Monday 15 April 2019

Age is just a number

Sometimes when I leave the nursery I lurk by the door and watch my son through the glass. This is primarily to ensure he is not inflicting his domestic hysteria on the harried nursery workers but also because I love to watch him interacting with other children.

The ease with which children play together is an instinctive and charming quality that sadly gets lost in adolescence when the notion that you might play with someone you had just met becomes absurd and freighted with all kinds of teenage angst.

There is something warming to the depths of the soul to see how solicitous children can be towards one another when they are in distress. Of course, as with everything child related, these moments are offset by countless episodes of snatching and selfish cries of 'mine'.

It is a basic hallmark of 'nice' parenting that you should be seen and heard insistently to impress upon your offspring the virtue of sharing. As with a lot of perfomative parenting I often feel this is not actually being done for the benefit of the child who would be much better learning for itself that to give is to receive.

We recently stayed with a friend and her 5 year old son and watching our 2 year old interact with him was fascinating and caused me to ponder something I had never wondered before. Do children know that other children are children? The obvious answer to this question is yes and certainly once a child is 5 or 6 it can plainly tell the difference between itself and a baby or an 11 year old.

But to a child of 2 is there anything other than size that differentiates a 7 year old from a 14 year old? It was immediately apparent with the older child that our son instinctively deferred but was that deference to age, experience and sophistication or half a foot?

These days many don't consider themselves adults into their 30s but when does a toddler see an adult? Does the concept of adulthood mean anything to one so young? I used to long for the autonomy of adulthood, not to engage in vice, but simply to go to bed when I liked, eat what I liked and do what I liked. Certainly a toddler sees its parent as the great interferer in its autonomy but does it imagine that one day it will be responsible alone for all that decision making?

Some day soon I will be able to ask my son and hopefully elicit an intelligible answer rather than his current babbling stream of consciousness; until then I hope he continues to make friends regardless of whether they are 9 or 90.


● **Exercise instructions**: Reproduce, word for word, every line starting at the line that contains "on a: Forgot" and ending with the final line of the entries.

● **Information supplied**:
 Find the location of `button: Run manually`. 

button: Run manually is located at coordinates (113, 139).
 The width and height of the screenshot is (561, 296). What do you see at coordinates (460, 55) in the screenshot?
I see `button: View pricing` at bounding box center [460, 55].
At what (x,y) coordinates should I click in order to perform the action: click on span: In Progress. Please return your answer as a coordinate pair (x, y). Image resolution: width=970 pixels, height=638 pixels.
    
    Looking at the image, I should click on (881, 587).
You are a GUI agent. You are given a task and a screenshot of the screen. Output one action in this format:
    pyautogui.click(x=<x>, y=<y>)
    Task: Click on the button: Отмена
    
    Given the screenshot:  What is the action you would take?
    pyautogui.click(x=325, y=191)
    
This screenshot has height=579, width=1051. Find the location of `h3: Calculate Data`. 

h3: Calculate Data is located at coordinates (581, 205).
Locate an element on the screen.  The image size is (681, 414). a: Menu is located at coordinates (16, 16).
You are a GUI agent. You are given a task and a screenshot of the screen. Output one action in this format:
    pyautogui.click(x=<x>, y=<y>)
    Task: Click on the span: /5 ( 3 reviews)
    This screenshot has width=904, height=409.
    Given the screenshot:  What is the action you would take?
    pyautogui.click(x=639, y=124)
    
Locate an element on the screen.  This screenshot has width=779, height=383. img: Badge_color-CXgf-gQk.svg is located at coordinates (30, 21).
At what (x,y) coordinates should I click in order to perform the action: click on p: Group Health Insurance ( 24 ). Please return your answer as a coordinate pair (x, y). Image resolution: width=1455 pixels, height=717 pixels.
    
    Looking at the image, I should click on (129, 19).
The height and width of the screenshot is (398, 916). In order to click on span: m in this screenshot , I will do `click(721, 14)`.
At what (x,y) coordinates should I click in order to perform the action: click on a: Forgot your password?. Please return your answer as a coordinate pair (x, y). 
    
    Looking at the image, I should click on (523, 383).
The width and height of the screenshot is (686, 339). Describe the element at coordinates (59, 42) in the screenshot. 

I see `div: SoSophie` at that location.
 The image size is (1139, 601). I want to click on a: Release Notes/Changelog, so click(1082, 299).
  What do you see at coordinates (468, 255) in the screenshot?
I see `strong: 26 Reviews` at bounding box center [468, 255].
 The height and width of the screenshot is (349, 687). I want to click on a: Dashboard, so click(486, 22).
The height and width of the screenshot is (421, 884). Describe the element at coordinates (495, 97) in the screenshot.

● **Written solution**:
At what (x,y) coordinates should I click in order to perform the action: click on a: Forgot your password?. Please return your answer as a coordinate pair (x, y). 
    
    Looking at the image, I should click on (523, 383).
The width and height of the screenshot is (686, 339). Describe the element at coordinates (59, 42) in the screenshot. 

I see `div: SoSophie` at that location.
 The image size is (1139, 601). I want to click on a: Release Notes/Changelog, so click(1082, 299).
  What do you see at coordinates (468, 255) in the screenshot?
I see `strong: 26 Reviews` at bounding box center [468, 255].
 The height and width of the screenshot is (349, 687). I want to click on a: Dashboard, so click(486, 22).
The height and width of the screenshot is (421, 884). Describe the element at coordinates (495, 97) in the screenshot.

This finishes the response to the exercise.